Driver capability settings for the Databricks ODBC Driver
This article describes how to configure special and advanced driver capability settings for the Databricks ODBC Driver.
The Databricks ODBC Driver provides the following special and advanced driver capability settings.
- Set the initial schema in ODBC
- ANSI SQL-92 query support in ODBC
- Extract large query results in ODBC
- Arrow serialization in ODBC
- Cloud Fetch in ODBC
- Enable logging
Set the initial schema in ODBC
The ODBC driver allows you to specify the schema by setting Schema=<schema-name>
as a connection configuration. This is equivalent to running USE <schema-name>
.
ANSI SQL-92 query support in ODBC
The ODBC driver accepts SQL queries in ANSI SQL-92 dialect and translates the queries to the Databricks SQL dialect.
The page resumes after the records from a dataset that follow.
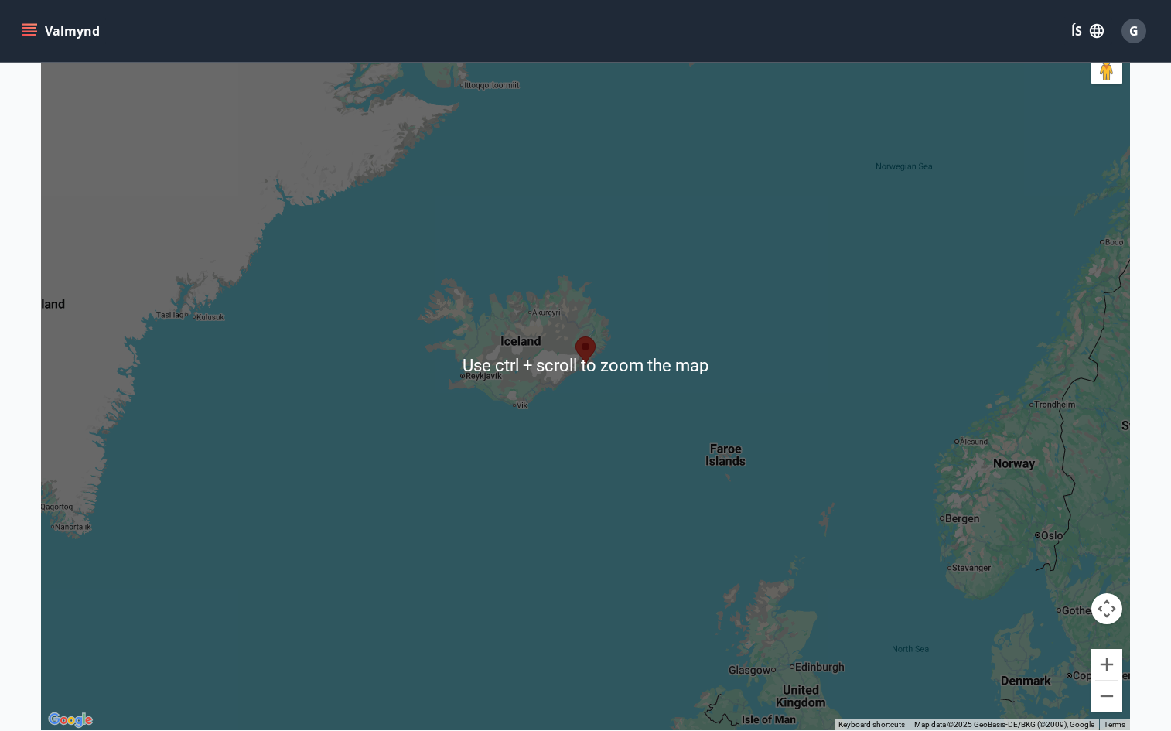 The height and width of the screenshot is (731, 1171). I want to click on button: Zoom out, so click(1106, 696).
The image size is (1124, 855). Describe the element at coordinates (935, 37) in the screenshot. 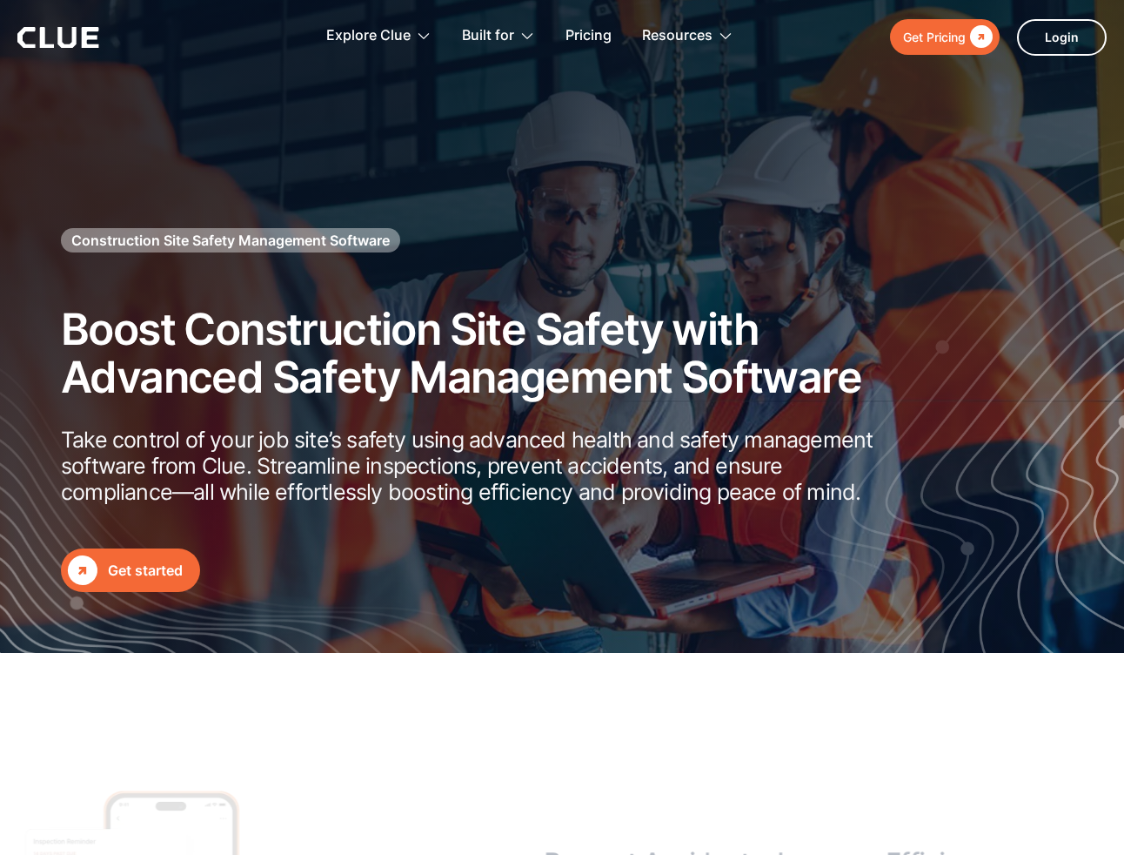

I see `div: Get Pricing` at that location.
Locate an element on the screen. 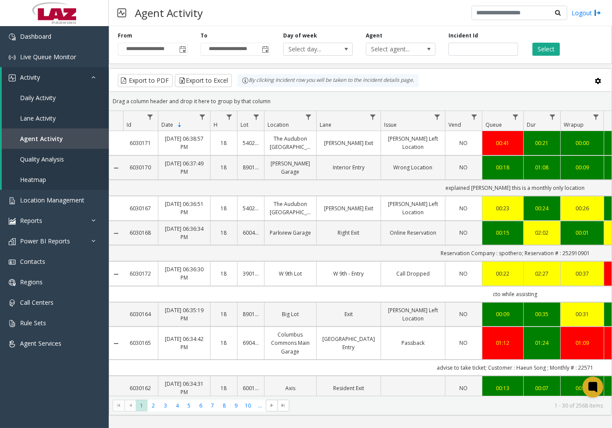 The image size is (612, 428). a: 00:00 is located at coordinates (582, 143).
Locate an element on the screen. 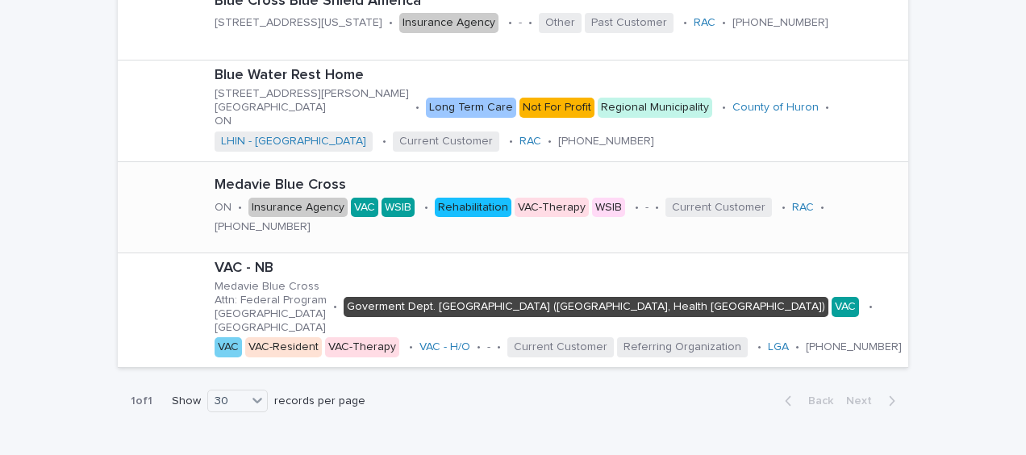 The height and width of the screenshot is (455, 1026). span: Back is located at coordinates (815, 401).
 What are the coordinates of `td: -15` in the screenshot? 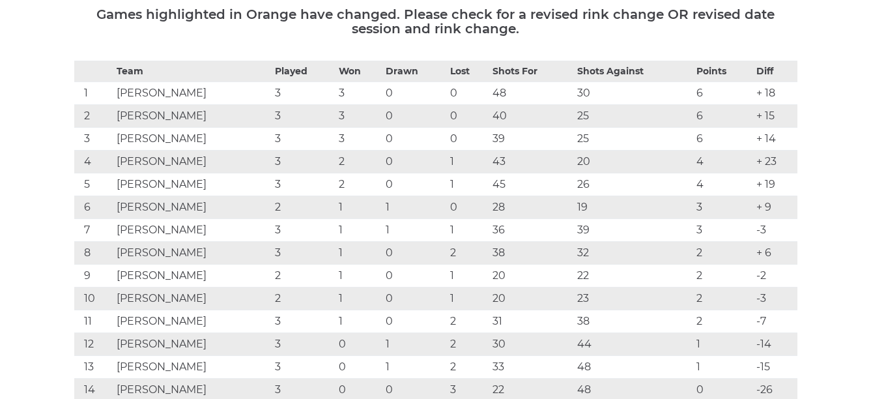 It's located at (775, 367).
However, if your application generates Databricks SQL directly or your application uses any non-ANSI SQL-92 standard SQL syntax specific to Azure Databricks, Databricks recommends that you set UseNativeQuery=1
as a connection configuration. With that setting, the driver passes the SQL queries verbatim to Azure Databricks.
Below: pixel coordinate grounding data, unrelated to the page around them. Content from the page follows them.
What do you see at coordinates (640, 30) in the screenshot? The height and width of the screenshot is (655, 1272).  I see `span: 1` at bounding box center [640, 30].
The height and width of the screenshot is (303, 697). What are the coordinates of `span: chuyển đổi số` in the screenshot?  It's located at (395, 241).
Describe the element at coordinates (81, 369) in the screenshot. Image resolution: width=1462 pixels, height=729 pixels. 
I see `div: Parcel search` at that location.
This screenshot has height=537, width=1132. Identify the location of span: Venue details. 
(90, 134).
Extract large query results in ODBC
To achieve the best performance when you extract large query results, use the latest version of the ODBC driver that includes the following optimizations.
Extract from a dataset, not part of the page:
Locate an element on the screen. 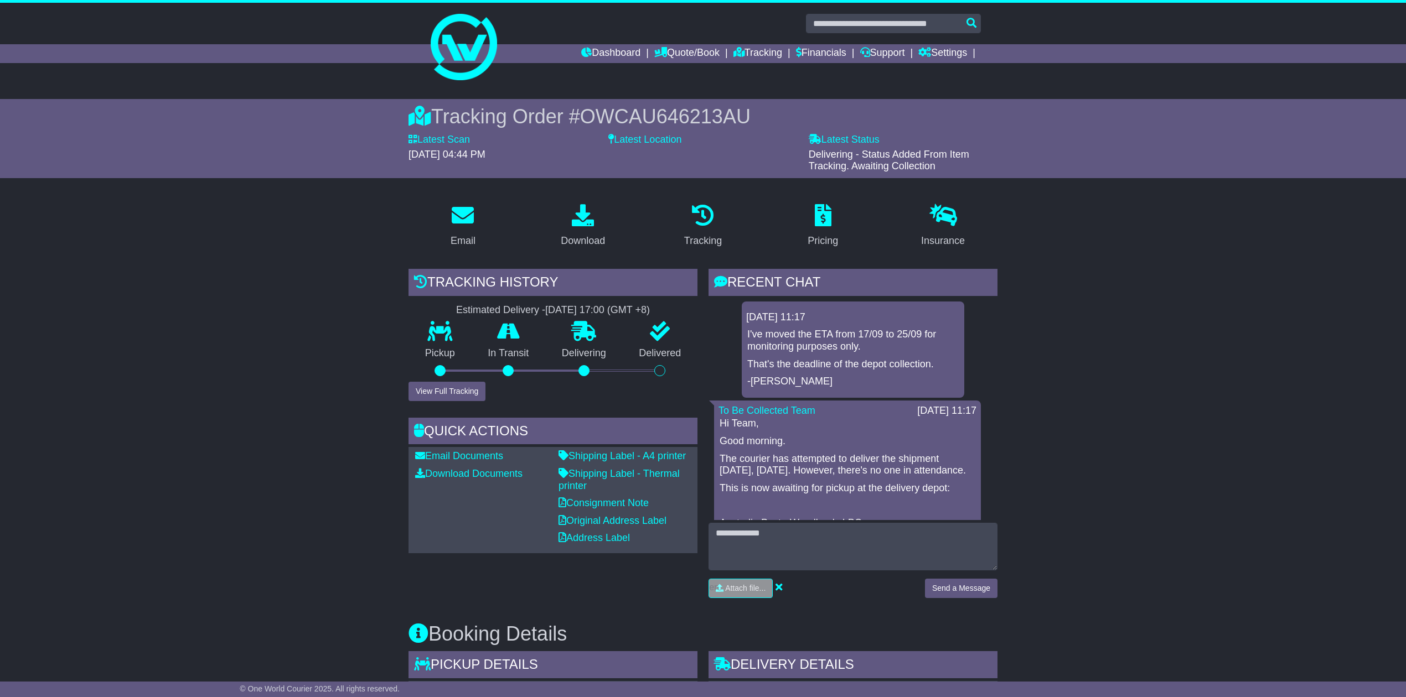  span: OWCAU646213AU is located at coordinates (665, 116).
Arrow serialization in ODBC
ODBC driver version 2.6.15 and above supports an optimized query results serialization format that uses Apache Arrow.
Cloud Fetch in ODBC
ODBC Driver version 2.6.17 and above support Cloud Fetch, a capability that fetches query results through the cloud storage set up in your Azure Databricks deployment.
Query results are uploaded to an internal DBFS storage location as Arrow-serialized files of up to 20 MB. When the driver sends fetch requests after query completion, Azure Databricks generates and returns shared access signatures to the uploaded files. The ODBC driver then uses the URLs to download the results directly from DBFS.
Cloud Fetch is only used for query results larger than 1 MB. Smaller results are retrieved directly from Azure Databricks.
Azure Databricks automatically garbage collects the accumulated files which are marked for deletion after 24 hours. These marked files are completely deleted after an additional 24 hours.
To learn more about the Cloud Fetch architecture, see How We Achieved High-bandwidth Connectivity With BI Tools.
Enable logging
To enable logging in the ODBC driver for Windows, set the following fields in the ODBC Data Source Administrator for the related DSN:
- Set the Log Level field from FATAL to log only severe events through TRACE to log all driver activity.
- Set the Log Path field to the full path to the folder where you want to save log files.
- Set the Max Number Files field to the maximum number of log files to keep.
- Set the Max File Size field to the maximum size of each log file in megabytes.
To enable logging in the ODBC driver for a non-Windows machine, set the following properties in the related DSN or DSN-less connection string:
- Set the
LogLevel
property from1
to log only severe events through6
to log all driver activity. - Set the
LogPath
property to the full path to the folder where you want to save log files. - Set the
LogFileCount
property to the maximum number of log files to keep. - Set the
LogFileSize
property to the maximum size of each log file in bytes.
For more information, see the sections Configuring Logging Options on Windows
and Configuring Logging Options on a Non-Windows Machine
in the Databricks JDBC Driver Guide.